Kaz and Alan,

thanks a lot!!! Your comments are VERY helpful :-) I think I found the
bugs :-} I probably should invite you for a "virtual" beer some time :-)

 > You should set skb->free = 1 after allocating the buffer, otherwise it won't
 > be freed properly by kfree_skb(). (At least in 2.0 kernels).

This was one of the problems! An obvious memory leak. When do I have to set
the skb->free flag to 1? In the wavelan_packet_xmit routine dev_kfree_skb
gets called without the free flag being set to 1. I guess the higher layer
handles this, or is this a memory leak?

If I use a skb for sending data, is the following sequence OK (with 2.0.*)?

  skb = alloc_skb(some_size, GFP_ATOMIC);
  ...
  ... call the transmit routine with (skb->data, skb->len)
  ...
  skb->free = 1;
  kfree(skb, FREE_WRITE);

Doing a save_flags/cli/restore_flags sequence in an interrupt doesn't hurt,
does it? How does the meaning of the free flag change with the 2.1.* kernels?
I'll probably be using them soon :-)

 > My advice: try running with your debugging function acting as a thin wrapper
 > for printk. Change your sprintf buffer to auto, and disable the network
 > dumping. See if the problem is still there.

That improved the running time from 5 to 10 minutes. But I had another
memory leak. Since I'm using my own ether protocol type I intercept those
packets at the wavelan_receive routine and handle them on my own to take
approriate action. After I'm done I forgot to free them!!!  That was another
obvious memory leak. I've now been running the stuff for 1.5 hours, and I
hope it will still be that way when I come back tomorrow morning :-)

I'll let you guys know!

Thanks a lot again for your help,

  Olaf

P.S. Did you also get some mail-bounces from the linux-net mail server?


How to complete this task - Images are to be excluded, and the rest of the data repeated exactly.

* * *

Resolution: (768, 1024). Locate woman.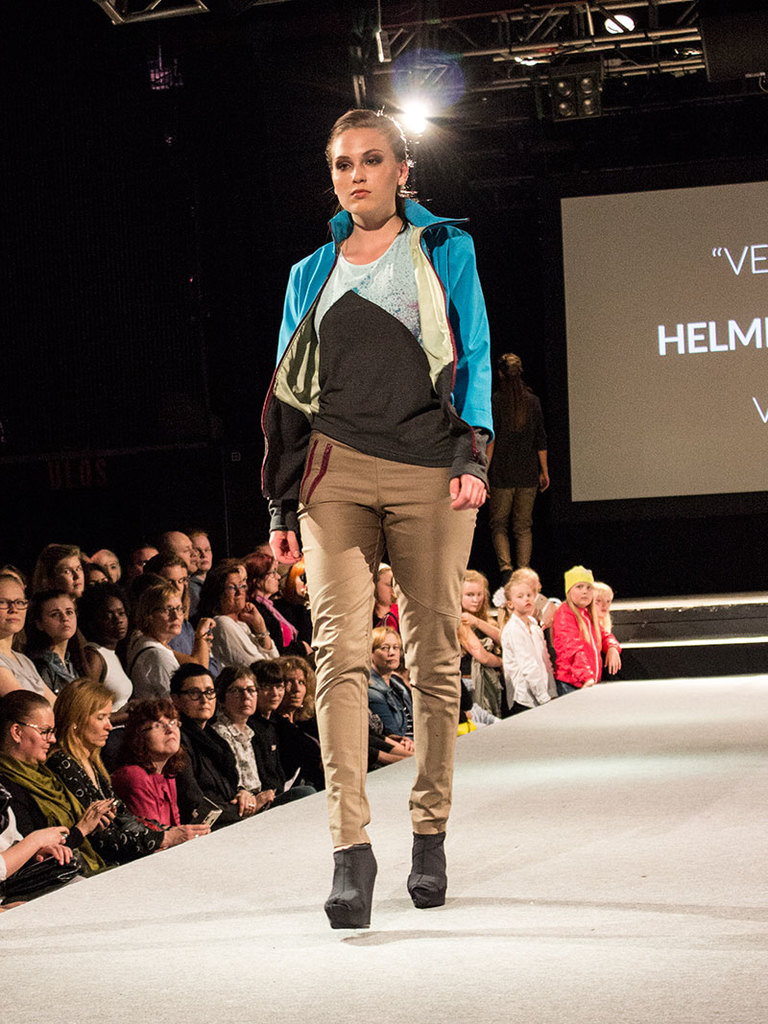
(x1=240, y1=546, x2=286, y2=614).
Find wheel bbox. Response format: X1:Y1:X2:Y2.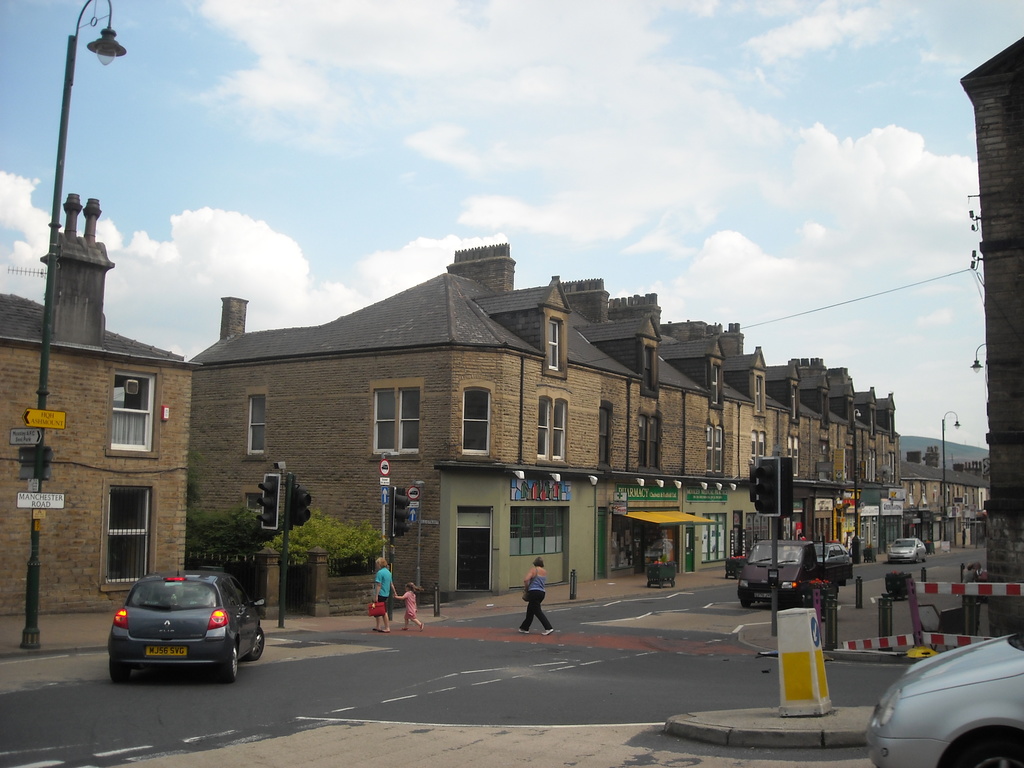
250:624:266:662.
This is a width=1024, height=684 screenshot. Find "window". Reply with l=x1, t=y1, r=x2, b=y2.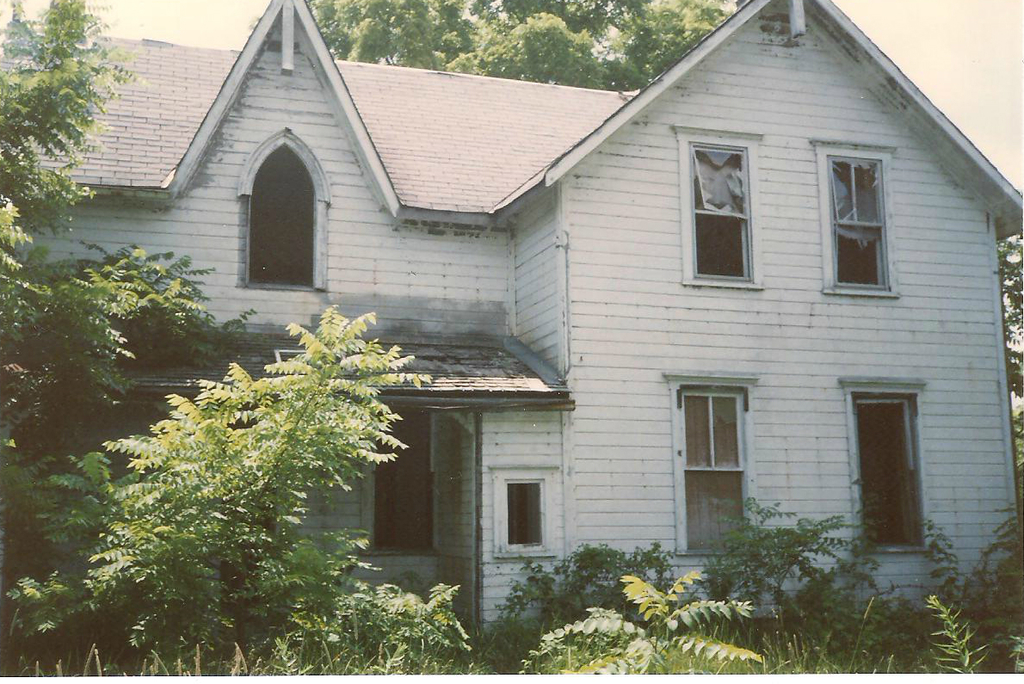
l=234, t=127, r=333, b=293.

* * *

Response box -
Resolution: (768, 1024). Locate woman.
(x1=240, y1=546, x2=286, y2=614).
Find wheel bbox. Response format: X1:Y1:X2:Y2.
250:624:266:662.
This is a width=1024, height=684 screenshot. Find "window". Reply with l=x1, t=y1, r=x2, b=y2.
l=234, t=127, r=333, b=293.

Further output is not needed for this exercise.